Thursday, December 12, 2013

i think this article makes some valid points, but it goes a little too far and in the process exposes the author's reactionary white privilege.

my reading of mandela is essentially that he didn't really know what he was doing. he campaigned from the left based on it's ideals and then found himself in power at the confluence of the collapse of communism and the rise of neo-liberalism. he followed his advisers to the implementation of failed reforms.

i've compared him to trudeau before and will again. people attack trudeau for his economic policies. the truth is trudeau didn't actually understand anything about economics, he was a lawyer with an interest in philosophy, and if you spend some time searching through his biography and reading some of his statements you'll realize he admitted as much. on the one hand, trudeau took power in an economic mess - nixon shock, opec embargo, collapse of keynesian economic theory. even if he did have a clue, the challenges were substantial. he would have had to rely on advice, regardless. and we now know that the experts studying the situation were as flabbergasted as anybody else.

so, trudeau - a social liberal by any concept of the term and one with a background in workplace organizing that ran on an election platform that promised direct democracy - ended up carrying out experiments on behalf of milton friedman. canada liked monetarism before it was cool. and trudeau had no idea what he was implementing.

likewise, when mandela's advisers came to him and presented trickle down as a solution, he went for it because he trusted the advice and believed it was the way forward in a post-communist future. the task, now, is to point out that it failed. there's no need to vilify and no value in it.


Problem description ->
Figure out how many lines in the records below hold the string "plans". That number alone is the answer.

+-------+

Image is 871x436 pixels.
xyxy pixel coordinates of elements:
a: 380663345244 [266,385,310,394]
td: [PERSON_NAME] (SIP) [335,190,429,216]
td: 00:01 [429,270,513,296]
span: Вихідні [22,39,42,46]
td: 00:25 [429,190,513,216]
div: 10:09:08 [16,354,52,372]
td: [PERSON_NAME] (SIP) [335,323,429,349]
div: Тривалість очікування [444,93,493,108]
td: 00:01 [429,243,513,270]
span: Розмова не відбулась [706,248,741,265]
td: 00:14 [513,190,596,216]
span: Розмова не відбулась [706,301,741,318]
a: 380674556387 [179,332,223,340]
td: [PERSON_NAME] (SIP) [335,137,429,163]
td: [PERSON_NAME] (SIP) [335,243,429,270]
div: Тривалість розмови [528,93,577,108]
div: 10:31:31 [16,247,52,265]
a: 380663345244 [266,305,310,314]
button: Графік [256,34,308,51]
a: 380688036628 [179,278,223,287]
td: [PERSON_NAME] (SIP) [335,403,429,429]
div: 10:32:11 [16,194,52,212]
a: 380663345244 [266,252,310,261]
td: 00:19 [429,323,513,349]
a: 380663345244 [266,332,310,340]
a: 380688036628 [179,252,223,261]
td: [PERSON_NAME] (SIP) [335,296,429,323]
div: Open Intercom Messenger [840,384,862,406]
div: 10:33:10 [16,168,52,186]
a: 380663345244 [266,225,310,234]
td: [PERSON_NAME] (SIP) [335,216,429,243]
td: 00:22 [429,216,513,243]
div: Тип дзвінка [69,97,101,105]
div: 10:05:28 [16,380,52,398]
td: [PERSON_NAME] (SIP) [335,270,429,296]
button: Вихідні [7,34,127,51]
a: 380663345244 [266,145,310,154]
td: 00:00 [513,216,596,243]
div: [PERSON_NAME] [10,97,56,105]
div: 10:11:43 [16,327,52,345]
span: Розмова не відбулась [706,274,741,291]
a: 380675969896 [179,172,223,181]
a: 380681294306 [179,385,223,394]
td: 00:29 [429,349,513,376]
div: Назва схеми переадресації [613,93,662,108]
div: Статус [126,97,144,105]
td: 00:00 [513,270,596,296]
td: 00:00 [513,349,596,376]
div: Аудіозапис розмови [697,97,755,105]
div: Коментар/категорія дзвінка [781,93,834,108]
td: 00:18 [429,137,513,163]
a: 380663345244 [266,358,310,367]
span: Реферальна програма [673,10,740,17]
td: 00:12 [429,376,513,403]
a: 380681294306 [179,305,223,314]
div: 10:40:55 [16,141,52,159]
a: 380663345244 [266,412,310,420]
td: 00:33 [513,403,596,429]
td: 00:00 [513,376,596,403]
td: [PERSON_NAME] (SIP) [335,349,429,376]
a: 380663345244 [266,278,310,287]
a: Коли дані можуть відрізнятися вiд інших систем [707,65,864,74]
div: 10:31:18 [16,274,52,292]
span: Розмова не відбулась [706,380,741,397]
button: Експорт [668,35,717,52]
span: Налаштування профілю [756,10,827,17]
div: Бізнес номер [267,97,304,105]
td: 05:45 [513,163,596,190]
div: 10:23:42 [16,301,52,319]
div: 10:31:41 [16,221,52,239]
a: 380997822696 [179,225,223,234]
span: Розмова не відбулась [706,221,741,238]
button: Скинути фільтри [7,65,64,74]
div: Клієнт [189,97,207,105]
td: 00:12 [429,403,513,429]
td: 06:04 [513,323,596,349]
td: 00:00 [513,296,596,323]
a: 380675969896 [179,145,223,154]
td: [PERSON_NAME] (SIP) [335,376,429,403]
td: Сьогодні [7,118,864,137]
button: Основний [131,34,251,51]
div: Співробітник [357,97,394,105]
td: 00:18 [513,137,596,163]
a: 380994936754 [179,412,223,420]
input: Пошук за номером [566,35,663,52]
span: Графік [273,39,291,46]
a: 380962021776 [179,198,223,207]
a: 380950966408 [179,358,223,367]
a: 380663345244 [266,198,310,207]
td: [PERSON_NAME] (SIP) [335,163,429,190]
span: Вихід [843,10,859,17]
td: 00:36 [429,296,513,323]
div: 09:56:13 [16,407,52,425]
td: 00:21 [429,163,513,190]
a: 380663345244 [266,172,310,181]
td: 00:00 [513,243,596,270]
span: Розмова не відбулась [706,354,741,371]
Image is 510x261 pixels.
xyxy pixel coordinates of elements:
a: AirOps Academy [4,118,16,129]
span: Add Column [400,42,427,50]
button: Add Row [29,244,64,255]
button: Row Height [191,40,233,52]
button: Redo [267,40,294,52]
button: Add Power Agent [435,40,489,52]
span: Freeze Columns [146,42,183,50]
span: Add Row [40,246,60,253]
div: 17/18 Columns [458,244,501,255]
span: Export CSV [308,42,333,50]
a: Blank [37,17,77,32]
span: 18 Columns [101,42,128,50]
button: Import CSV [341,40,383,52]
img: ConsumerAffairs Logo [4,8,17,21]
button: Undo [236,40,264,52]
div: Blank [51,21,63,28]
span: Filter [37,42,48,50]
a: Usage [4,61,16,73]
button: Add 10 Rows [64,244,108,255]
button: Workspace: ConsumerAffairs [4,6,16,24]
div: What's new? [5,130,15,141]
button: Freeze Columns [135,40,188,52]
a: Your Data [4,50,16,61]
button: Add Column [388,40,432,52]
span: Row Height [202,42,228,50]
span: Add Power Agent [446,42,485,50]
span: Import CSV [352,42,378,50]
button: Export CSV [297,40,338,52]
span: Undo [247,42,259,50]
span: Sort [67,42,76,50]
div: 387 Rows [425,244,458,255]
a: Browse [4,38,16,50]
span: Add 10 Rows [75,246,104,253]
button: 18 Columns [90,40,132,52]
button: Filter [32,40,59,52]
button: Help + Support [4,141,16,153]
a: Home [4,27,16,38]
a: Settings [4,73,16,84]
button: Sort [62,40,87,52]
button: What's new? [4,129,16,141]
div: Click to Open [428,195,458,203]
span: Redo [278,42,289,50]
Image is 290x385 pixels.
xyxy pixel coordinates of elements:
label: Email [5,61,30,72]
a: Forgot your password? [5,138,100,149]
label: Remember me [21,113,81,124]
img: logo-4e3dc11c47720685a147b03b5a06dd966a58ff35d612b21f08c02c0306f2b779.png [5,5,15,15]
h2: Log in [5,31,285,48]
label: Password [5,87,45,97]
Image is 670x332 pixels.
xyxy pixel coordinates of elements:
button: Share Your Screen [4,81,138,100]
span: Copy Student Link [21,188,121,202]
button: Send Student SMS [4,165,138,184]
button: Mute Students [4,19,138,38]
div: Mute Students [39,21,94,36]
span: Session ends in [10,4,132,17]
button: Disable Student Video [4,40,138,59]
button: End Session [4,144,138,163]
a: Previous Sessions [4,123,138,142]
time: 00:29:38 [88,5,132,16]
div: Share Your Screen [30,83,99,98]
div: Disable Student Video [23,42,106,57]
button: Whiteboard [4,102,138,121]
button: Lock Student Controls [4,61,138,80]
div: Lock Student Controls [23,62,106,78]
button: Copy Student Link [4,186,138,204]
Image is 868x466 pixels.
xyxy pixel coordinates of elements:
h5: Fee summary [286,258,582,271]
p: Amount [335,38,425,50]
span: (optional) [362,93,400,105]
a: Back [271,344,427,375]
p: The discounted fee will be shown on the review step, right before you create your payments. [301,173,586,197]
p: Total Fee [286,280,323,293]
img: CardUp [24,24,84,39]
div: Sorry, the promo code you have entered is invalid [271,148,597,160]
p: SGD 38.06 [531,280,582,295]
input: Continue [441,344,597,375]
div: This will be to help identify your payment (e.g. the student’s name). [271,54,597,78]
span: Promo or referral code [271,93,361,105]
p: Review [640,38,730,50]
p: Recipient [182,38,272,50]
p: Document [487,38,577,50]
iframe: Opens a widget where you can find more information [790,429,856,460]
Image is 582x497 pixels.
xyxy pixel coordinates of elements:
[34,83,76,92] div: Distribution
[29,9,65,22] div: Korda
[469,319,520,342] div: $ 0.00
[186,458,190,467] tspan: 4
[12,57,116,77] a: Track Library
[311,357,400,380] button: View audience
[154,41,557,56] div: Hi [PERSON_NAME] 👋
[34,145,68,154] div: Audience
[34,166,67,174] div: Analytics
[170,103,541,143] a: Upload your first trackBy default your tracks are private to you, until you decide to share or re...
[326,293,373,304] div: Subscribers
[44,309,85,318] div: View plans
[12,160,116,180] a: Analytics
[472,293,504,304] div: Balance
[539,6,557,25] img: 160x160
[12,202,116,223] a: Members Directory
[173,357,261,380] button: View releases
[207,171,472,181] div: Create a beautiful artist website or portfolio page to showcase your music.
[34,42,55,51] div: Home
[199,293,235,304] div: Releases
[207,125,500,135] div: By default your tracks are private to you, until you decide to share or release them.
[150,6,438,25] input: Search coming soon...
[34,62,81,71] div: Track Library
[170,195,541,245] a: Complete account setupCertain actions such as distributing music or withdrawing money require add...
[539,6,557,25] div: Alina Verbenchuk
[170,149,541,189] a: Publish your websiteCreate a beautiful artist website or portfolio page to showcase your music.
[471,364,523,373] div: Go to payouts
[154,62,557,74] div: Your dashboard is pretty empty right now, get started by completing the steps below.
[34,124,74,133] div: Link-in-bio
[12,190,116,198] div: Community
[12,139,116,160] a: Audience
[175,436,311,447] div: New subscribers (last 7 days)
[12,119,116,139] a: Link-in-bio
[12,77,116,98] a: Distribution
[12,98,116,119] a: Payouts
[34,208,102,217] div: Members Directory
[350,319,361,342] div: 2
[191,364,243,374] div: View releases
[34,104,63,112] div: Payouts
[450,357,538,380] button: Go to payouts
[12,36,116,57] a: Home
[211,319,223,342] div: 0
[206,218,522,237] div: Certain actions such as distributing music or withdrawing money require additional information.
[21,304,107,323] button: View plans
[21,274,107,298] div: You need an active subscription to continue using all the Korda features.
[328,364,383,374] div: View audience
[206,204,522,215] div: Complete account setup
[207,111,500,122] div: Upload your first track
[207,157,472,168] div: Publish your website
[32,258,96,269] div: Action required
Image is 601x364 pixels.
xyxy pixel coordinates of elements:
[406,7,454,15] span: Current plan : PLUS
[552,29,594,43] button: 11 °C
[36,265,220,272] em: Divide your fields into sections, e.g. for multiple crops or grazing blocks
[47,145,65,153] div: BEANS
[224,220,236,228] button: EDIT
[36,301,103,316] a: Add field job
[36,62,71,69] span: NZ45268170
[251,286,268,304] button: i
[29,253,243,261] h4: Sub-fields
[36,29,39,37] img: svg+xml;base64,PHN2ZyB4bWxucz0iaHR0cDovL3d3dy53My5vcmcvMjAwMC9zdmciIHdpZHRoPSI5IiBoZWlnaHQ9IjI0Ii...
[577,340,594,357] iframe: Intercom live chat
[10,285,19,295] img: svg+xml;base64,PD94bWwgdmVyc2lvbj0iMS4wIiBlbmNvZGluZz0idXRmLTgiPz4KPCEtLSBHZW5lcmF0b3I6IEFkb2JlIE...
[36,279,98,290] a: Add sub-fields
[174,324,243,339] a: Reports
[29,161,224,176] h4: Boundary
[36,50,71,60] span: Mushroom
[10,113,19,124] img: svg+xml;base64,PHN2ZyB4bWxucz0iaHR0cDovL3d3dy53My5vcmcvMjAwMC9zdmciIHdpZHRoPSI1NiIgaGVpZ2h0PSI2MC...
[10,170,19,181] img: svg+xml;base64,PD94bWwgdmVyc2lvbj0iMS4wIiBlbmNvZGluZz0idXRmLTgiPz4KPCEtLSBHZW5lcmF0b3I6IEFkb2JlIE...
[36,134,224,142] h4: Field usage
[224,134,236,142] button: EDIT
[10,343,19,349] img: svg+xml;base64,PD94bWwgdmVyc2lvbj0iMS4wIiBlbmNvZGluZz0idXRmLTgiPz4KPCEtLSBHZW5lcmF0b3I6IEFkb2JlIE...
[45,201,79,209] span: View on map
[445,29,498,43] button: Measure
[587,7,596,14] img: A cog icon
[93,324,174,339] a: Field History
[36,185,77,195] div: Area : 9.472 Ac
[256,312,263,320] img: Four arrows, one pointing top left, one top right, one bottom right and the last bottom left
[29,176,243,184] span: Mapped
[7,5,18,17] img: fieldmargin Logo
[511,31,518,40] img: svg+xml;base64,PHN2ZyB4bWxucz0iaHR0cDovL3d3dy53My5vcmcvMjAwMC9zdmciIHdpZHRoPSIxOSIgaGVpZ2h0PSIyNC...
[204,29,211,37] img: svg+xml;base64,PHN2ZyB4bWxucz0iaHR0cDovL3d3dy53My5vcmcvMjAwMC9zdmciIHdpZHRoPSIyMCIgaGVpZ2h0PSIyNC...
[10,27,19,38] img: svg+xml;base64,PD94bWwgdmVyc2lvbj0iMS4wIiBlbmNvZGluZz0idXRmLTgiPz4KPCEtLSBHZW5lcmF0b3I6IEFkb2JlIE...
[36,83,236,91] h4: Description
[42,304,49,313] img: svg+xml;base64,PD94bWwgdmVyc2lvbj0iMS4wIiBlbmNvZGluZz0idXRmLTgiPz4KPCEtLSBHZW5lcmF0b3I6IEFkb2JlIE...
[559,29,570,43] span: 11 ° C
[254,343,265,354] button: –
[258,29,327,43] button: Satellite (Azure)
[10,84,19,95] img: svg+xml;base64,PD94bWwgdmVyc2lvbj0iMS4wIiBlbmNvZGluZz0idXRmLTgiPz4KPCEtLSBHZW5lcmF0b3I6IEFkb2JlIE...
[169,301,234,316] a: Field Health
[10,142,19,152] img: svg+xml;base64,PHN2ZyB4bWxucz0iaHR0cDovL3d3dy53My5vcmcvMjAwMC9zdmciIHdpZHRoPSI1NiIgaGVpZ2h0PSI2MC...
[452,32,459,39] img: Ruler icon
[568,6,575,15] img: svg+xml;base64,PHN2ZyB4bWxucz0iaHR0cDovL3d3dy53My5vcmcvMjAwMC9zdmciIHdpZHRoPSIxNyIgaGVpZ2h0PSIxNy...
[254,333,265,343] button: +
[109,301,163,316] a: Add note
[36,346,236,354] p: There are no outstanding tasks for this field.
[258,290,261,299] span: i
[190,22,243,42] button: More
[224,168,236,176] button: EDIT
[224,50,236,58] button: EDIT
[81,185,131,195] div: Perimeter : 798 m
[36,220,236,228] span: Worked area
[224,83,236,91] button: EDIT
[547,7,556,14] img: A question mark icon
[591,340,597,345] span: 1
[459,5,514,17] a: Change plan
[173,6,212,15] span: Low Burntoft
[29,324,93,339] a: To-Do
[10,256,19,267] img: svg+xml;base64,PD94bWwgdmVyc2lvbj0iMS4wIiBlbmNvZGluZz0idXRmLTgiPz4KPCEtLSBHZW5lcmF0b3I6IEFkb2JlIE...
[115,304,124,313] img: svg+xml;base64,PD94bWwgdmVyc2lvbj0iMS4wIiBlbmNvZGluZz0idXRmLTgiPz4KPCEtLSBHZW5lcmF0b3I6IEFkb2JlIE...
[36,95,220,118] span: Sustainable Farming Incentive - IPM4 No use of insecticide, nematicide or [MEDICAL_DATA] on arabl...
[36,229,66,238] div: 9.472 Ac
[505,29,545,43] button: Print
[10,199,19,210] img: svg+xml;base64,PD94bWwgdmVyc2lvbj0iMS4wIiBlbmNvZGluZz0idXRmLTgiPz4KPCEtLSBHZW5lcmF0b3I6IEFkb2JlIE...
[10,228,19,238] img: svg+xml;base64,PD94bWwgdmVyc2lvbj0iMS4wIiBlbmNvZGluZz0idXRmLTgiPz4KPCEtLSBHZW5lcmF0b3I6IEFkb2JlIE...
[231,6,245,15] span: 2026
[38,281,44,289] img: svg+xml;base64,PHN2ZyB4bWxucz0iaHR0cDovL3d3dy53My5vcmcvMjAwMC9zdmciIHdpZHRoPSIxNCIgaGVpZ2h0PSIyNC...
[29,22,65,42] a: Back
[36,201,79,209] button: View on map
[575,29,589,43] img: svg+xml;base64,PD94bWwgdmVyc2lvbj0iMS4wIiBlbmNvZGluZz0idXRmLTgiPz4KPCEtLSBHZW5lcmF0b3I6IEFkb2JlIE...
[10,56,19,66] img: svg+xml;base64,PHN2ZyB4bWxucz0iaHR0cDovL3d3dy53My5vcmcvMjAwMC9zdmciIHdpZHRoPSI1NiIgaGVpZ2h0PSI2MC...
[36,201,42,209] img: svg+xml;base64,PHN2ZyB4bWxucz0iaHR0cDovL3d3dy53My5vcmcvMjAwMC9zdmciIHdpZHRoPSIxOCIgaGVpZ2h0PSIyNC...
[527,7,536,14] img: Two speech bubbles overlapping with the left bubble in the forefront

+-------+

Result ->
2